Arab identity has always been contested, but never quite like this. For Gen Z across the region, social media has become something far more than entertainment: it is a negotiation table, a sanctuary, and sometimes, a battleground. In a landscape where a coded tweet or a tactical beauty tutorial can carry real political weight, this generation is rewriting what it means to be Arab, in real time, across borders, and entirely on their own terms.

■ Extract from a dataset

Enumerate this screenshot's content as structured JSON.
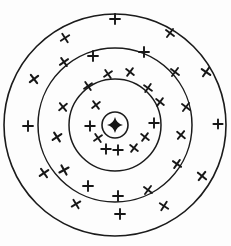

Control, Compute, and a Global Open-Source-Offensive: Beijing’s Blueprint for AI Dominance

The United States and China are increasingly locked in a competition over the future of artificial intelligence, but they pursue fundamentally different strategies. While the US channels massive private investment into the race toward artificial general intelligence (AGI), China focuses on three core pillars: maintaining political control over AI systems, achieving technological self-reliance in semiconductor production, and promoting open-source AI models as global alternatives to Western platforms. Through initiatives like the AI+ program and its latest Five-Year Plan, Beijing aims to integrate AI deeply into industry, infrastructure, and national security rather than concentrating solely on frontier AI research.

A history of reversal: Egypt’s descent into Israeli Energy Dependency

Egypt’s aspiration to become a regional energy hub clashes with its current reality. Following a drastic decline in local production—most notably from the Zohr field—Cairo finds itself increasingly indebted and reliant on energy imports. Driven by geopolitical necessity, Egypt has deepened its ties with Israel, signing one of the largest gas export agreements in history in 2025 to secure its energy future. Nonetheless, it brings forward a narrative to become a gas energy hub for the East Mediterranean, despite not being able to satisfy its own demand.

Is Canada Prepared to Defend Its Arctic Sovereignty in a Militarising North?

This article explores whether Canada is truly prepared to defend its Arctic sovereignty in a region that is becoming increasingly strategic due to climate change and geopolitical competition. As melting ice opens new shipping routes and access to natural resources, global powers like Russia, China and the United States are strengthening their presence in the Arctic.

While Canada maintains a historical and political claim over the region, the country faces significant challenges including major underinvestment, limited military capabilities, outdated infrastructure and so on. The article argues that to remain credible, Canada must move beyond their symbolic presence on the territory and invest in long-term capabilities and consistent engagement in the North.